The Roots of the Apache Railway
The year was 1917. War pulled men and materiel in every direction, and trains in the East ran heavy with troops and munitions. Out in northern Arizona, far from the battlefields, a different kind of pressure was building—the forests stood thick with timber, and mills were desperate for a way to move it. The forests around the White Mountains held vast stands of pine, and sawmills were hungry for a steady route to get those logs out to market.
That need sparked the creation of a new line—the Apache Railway. Born not out of big-city speculation but out of necessity, it was meant to connect timber country with the mainline in Holbrook. Without it, mills couldn’t survive, and the growing towns nearby would have withered before they had a chance to take root.
Starting Construction
That September, the Apache Railway Company became official on paper. Not long after, survey stakes appeared in the desert, and crews began cutting a rough path through rock and forest. Within a year, steel rails stretched from Holbrook southward into Snowflake—38 miles of track built by hand, mule teams, and grit.
The timing couldn’t have been tougher. Materials were expensive, labor was scarce, and the war effort drew men away. Yet the urgency of moving timber kept the project alive. Freight cars needed to roll, even if every tie had to be placed with fewer hands over longer hours. A year later, trains were already hauling pine down from the mountains, linking the timber country to the Santa Fe connection at Holbrook.

Reaching McNary and Expanding the Vision
The pace of growth was remarkable for such a young railroad. By 1920, the line extended all the way to McNary, stretching the total route to 72 miles.
McNary was more than just another stop. It was a company town built around one of the largest sawmills in the Southwest. The arrival of the Apache Railway tied that sawmill to national markets. Timber from Arizona could now reach shipbuilders on the coasts, urban construction in the Midwest, and the railroads themselves, which needed endless ties to lay beneath their steel rails.
In less than three years, Apache had transformed from a hopeful idea into a vital lifeline for the regional timber trade.

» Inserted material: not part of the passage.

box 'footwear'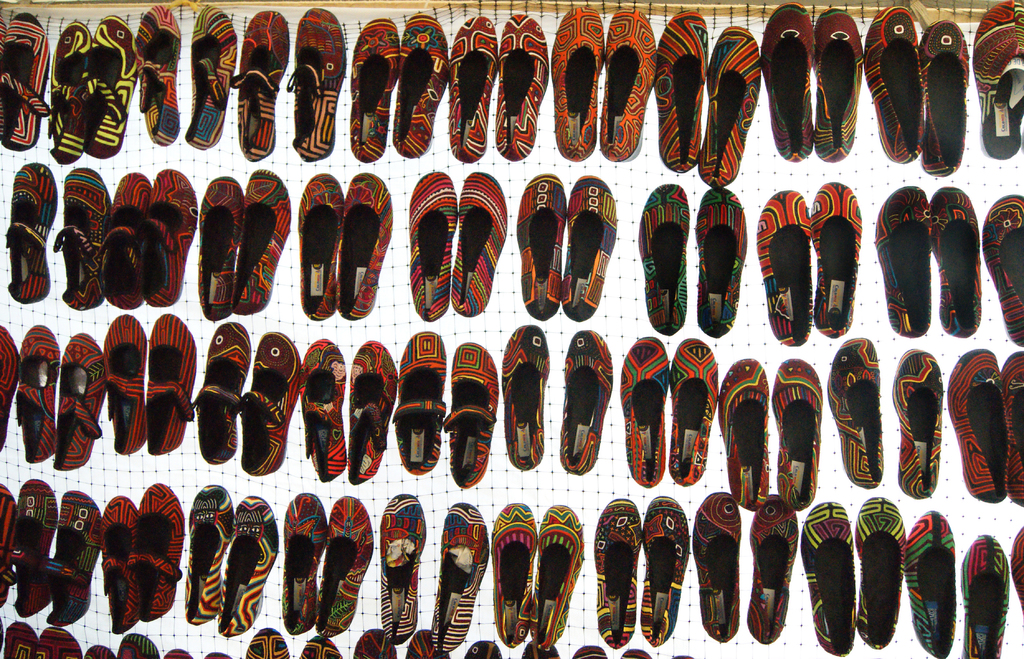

The Broader Context: Railroads and War
Step back to 1917 and the wider picture comes into focus. The war overseas chewed through wood at an astonishing rate—munitions needed boxes, ships needed planks, camps needed quick-built barracks. And behind it all were the railroads, straining to keep up. Each new stretch of track meant one more vein feeding the war machine.
Though the Apache Railway was built primarily for the lumber companies, its timing meant it arrived just when the country needed it most. In the years after the war, that same timber fueled domestic construction as cities expanded and Arizona’s own communities grew around their mills.

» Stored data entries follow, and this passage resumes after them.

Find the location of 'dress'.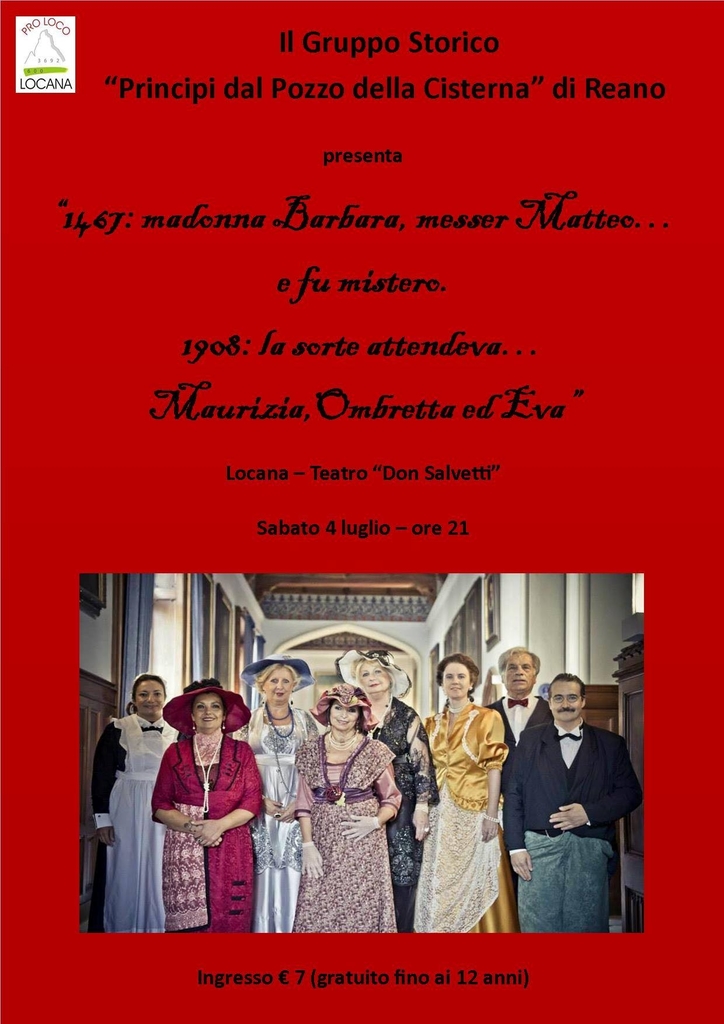
Location: detection(92, 710, 177, 935).
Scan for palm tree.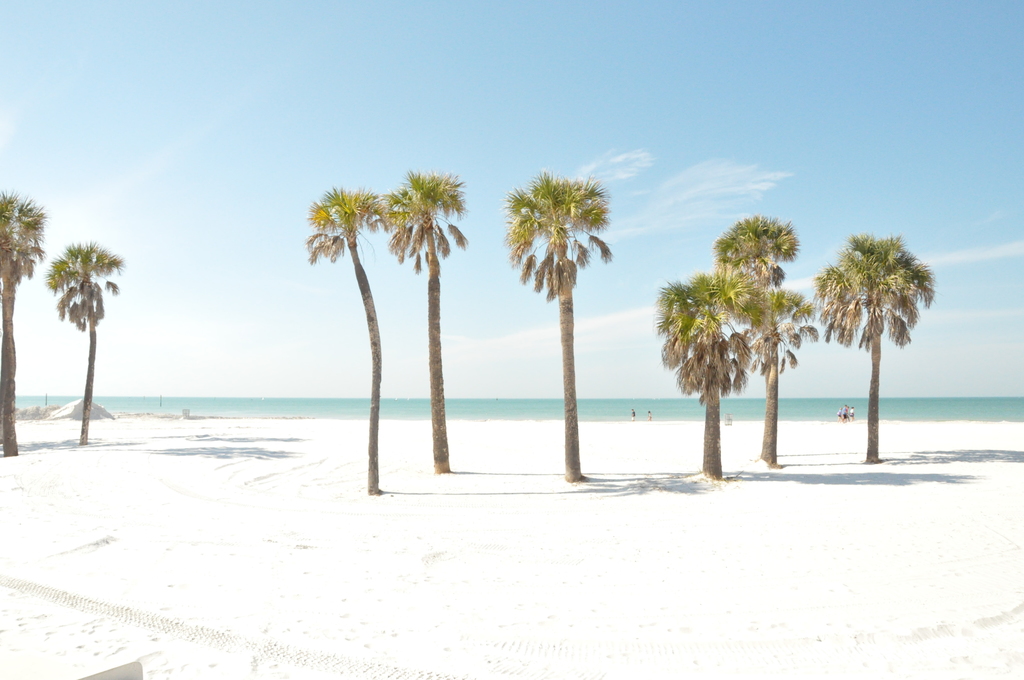
Scan result: box(515, 174, 611, 483).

Local Impact: Building Communities Along the Line
The Apache wasn’t just about timber—it was about people. Snowflake, Holbrook, and McNary all grew with the railroad’s arrival. Stores opened, families moved in, and the promise of steady wages brought workers from across the state.
For Navajo County, the line meant more than jobs. It tied the region’s economy to national markets. Ranchers could ship cattle more efficiently. Farmers gained better access to supplies. And the towns themselves gained a sense of permanence, knowing they weren’t isolated outposts but part of a larger network.
Early Optimism and Foreshadowing Challenges
The first years of the Apache Railway carried a sense of optimism. In a few short seasons, it had connected remote forests to national demand, fueled job growth, and put Snowflake and McNary on the map.
Beneath that momentum was the fragility of dependence on a single industry. The timber trade would fluctuate. The Great Depression lay just a decade ahead. And like many short lines, Apache would face questions of survival.
Still, those early years mattered. Without the tracks laid between Holbrook, Snowflake, and McNary, the story of the Apache Railway—and of Navajo County itself—would have looked very different.
The Foundation of a Legacy
The founding of the Apache Railway between 1917 and 1920 wasn’t just about rails and ties. It was about creating a link between Arizona’s natural resources and the wider world. It was about giving small towns a lifeline to markets far beyond their borders. And it was about starting a story that, more than a century later, still matters to the communities along its route.
For The Apache Railway Company, those first 72 miles built more than a railroad. They built the foundation of a legacy.